By the early 2000s, a third reaction had gathered force. User Experience Design (UXD) argued that human factors should not be limited to task performance, error reduction, or even distributed cognition. People use technology for pleasure, identity, social connection, and aesthetic satisfaction. A system that is efficient but frustrating, or functional but joyless, has failed on dimensions that matter to users.
UXD broadened the goals of human factors to include subjective experience: emotion, meaning, delight, trust, and long-term engagement. Its methods—personas, journey maps, experience prototypes, and usability testing that probes satisfaction as well as task completion—were designed to capture what it feels like to use a system, not just how quickly a task can be done.

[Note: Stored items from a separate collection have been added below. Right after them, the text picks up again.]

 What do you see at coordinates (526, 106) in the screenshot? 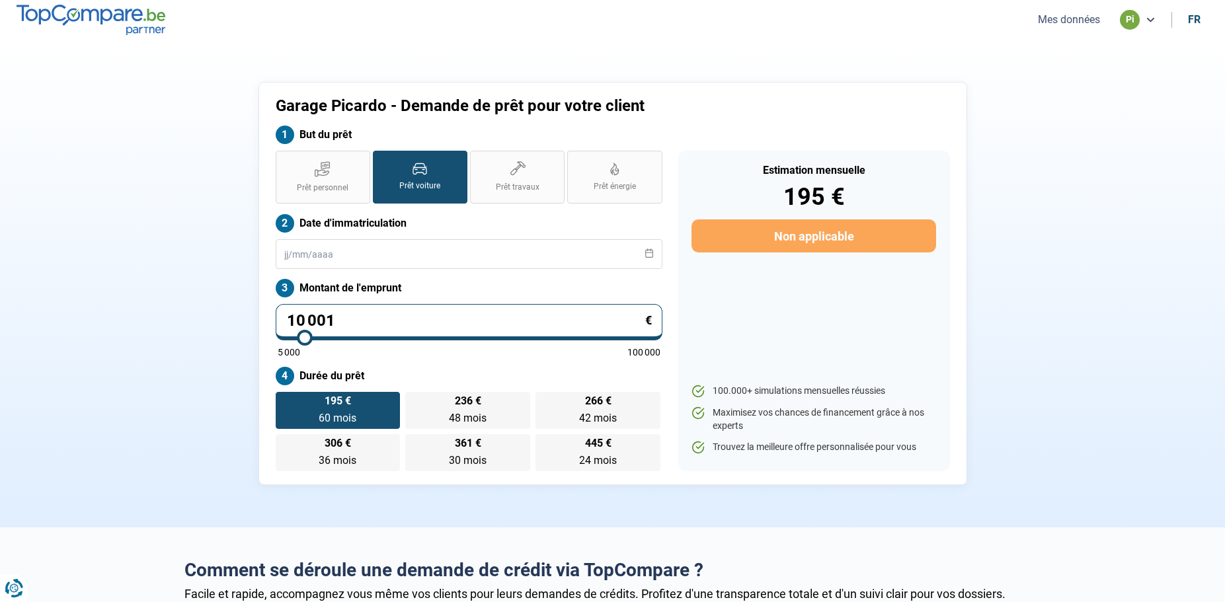
I see `h1: Garage Picardo - Demande de prêt pour votre client` at bounding box center [526, 106].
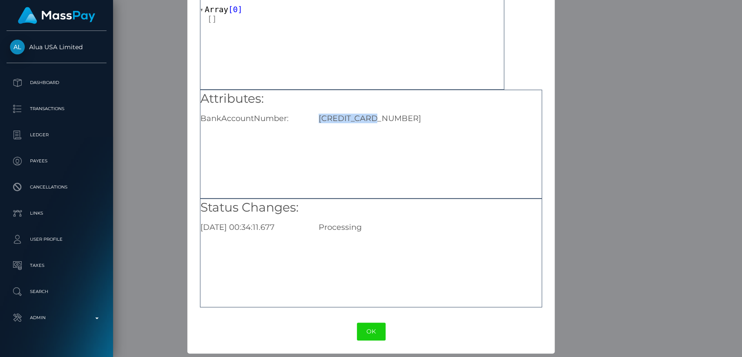 This screenshot has height=357, width=742. Describe the element at coordinates (57, 213) in the screenshot. I see `p: Links` at that location.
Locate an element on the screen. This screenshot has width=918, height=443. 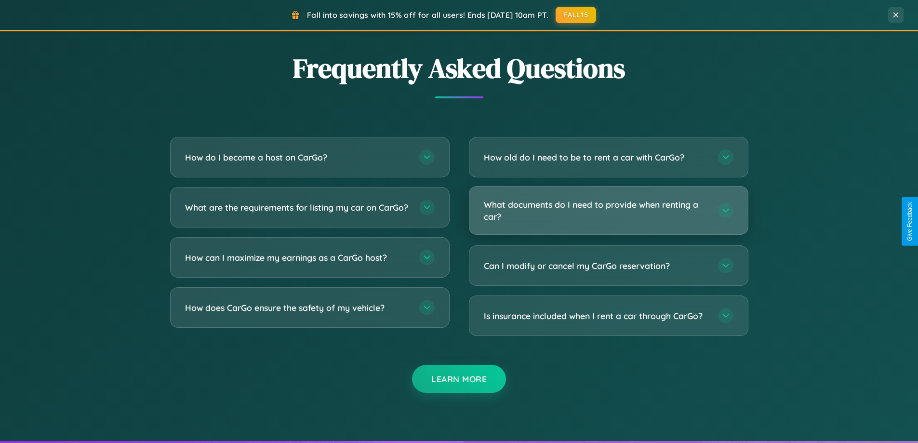
h3: How old do I need to be to rent a car with CarGo? is located at coordinates (596, 157).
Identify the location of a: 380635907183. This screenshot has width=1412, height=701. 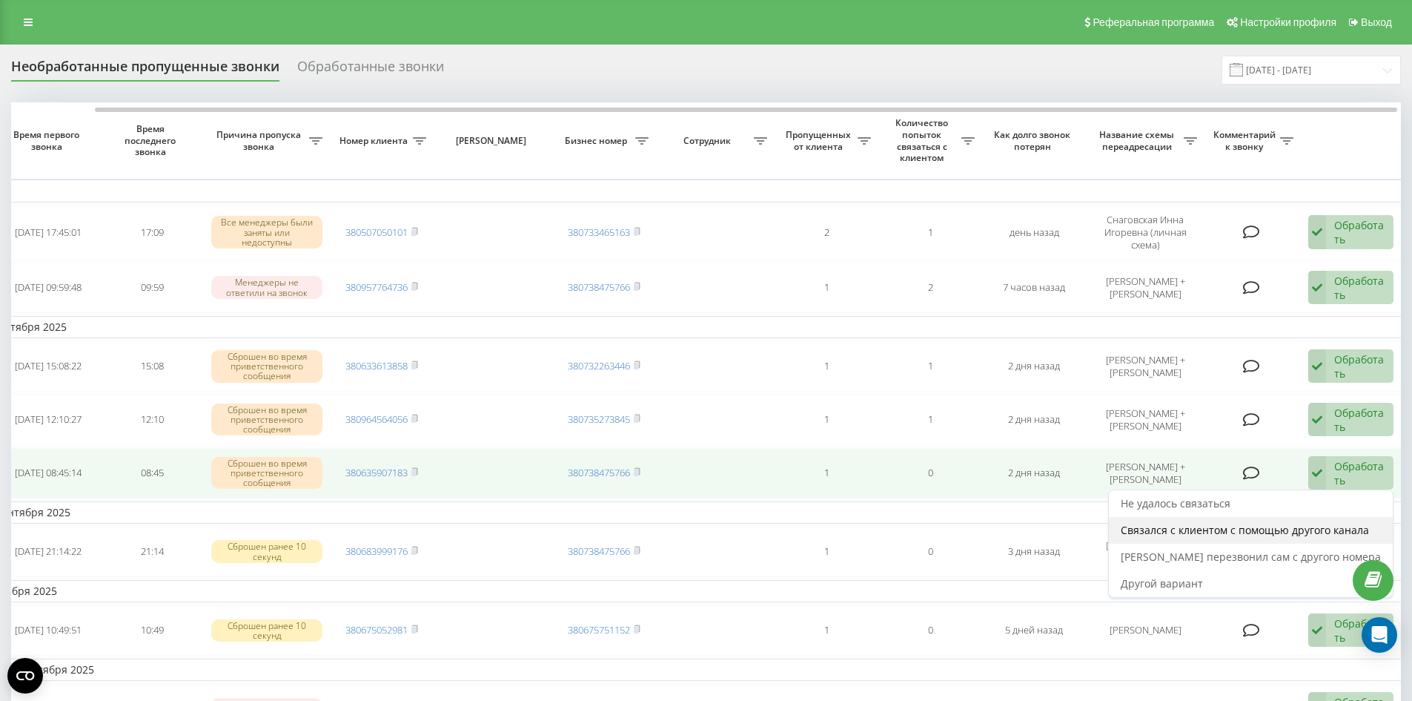
(377, 472).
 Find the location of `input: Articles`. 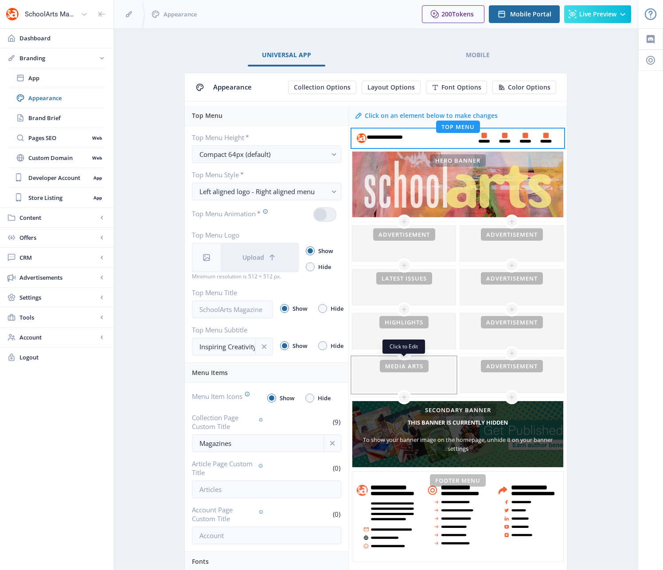

input: Articles is located at coordinates (266, 489).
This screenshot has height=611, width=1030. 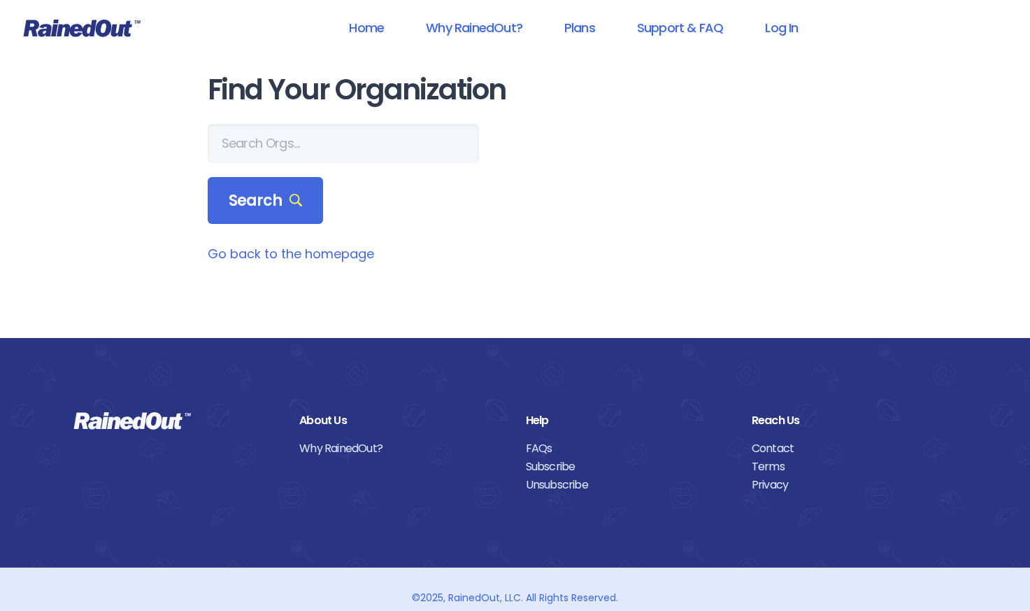 I want to click on a: Unsubscribe, so click(x=628, y=485).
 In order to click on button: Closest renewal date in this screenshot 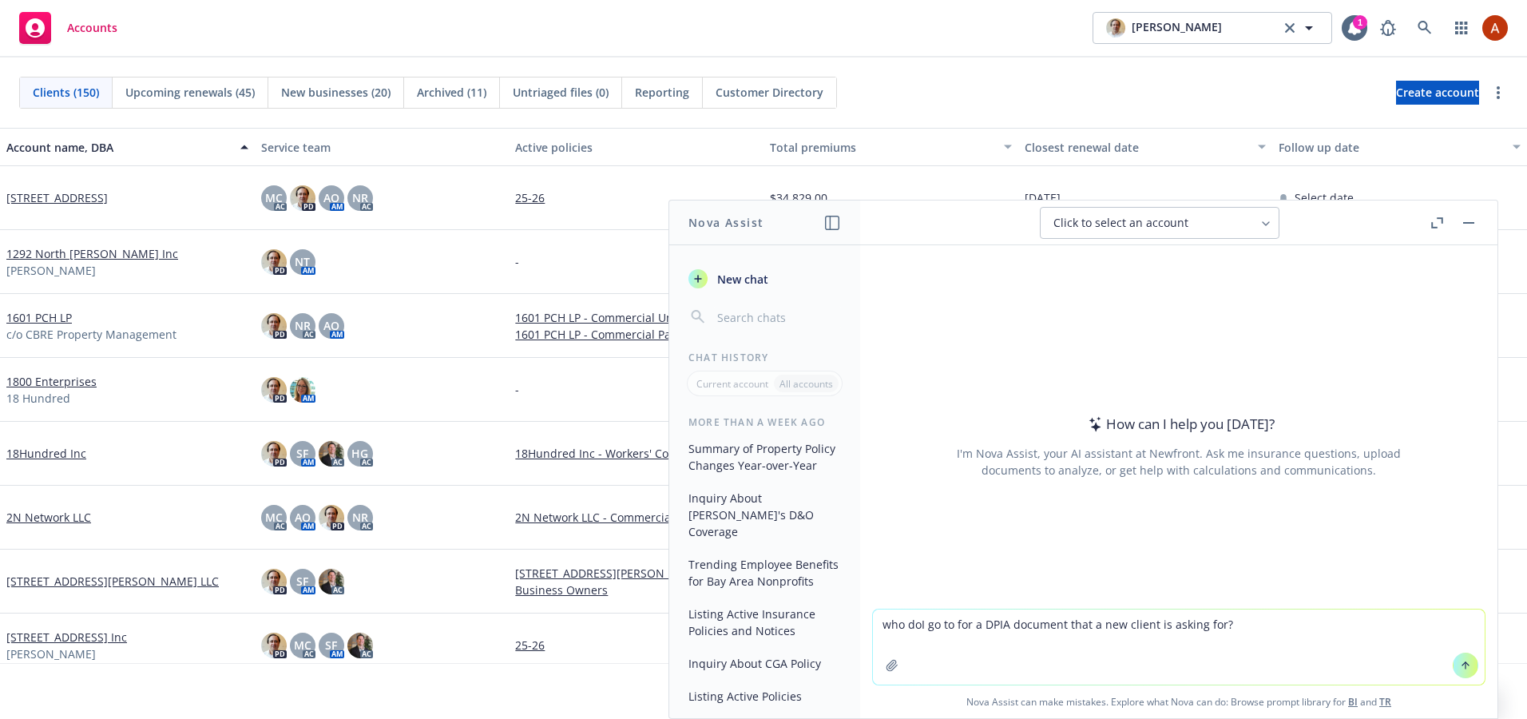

In commercial settings, UXD became dominant because it aligned with business goals: a positive user experience drives adoption, retention, and brand loyalty.
UXD did not replace the earlier frameworks so much as add a new layer of concerns. A safety-critical interface still needs the analytical rigor of HIP or EID; a collaborative tool still benefits from DCog's systemic view. But for consumer software, e-commerce, social media, and entertainment, UXD's emphasis on subjective quality became the primary design lens. The tension between UXD and the older frameworks is not about which is correct but about which dimensions of human experience matter for a given design problem.
Today, all four frameworks remain active, each with a distinct niche. HIP continues in domains where quantitative prediction is essential: military cockpits, medical device interfaces, and any setting where human error has catastrophic consequences. DCog guides the design of collaborative systems, from air-traffic control to open-source software development platforms. EID is the framework of choice for complex process-control environments where operators must manage hundreds of interdependent variables. UXD dominates the commercial web and mobile ecosystem, where emotional engagement and brand experience are paramount.
What the frameworks agree on is that design must be empirically grounded. All four insist that designers should study real users in real contexts, evaluate prototypes systematically, and treat the human as the measure of success. They share a commitment to fitting technology to people rather than the reverse.
Where they disagree is on what counts as the relevant dimension of human experience. For HIP, the relevant dimension is cognitive capacity and task efficiency. For DCog, it is the distribution of cognitive work across people and artifacts. For EID, it is the direct perception of domain constraints. For UXD, it is the holistic subjective experience. These are not competing truths but different lenses, each revealing aspects of human-technology interaction that the others downplay.
The practical consequence is that a designer today must choose a framework based on the problem at hand. A medical device intended for emergency use by a single operator calls for HIP or EID methods. A social platform for collaborative project management calls for DCog. A consumer app for meditation calls for UXD. The frameworks coexist because the questions they answer are genuinely different, and the human factors tradition has learned to value that diversity rather than resolve it into a single orthodoxy.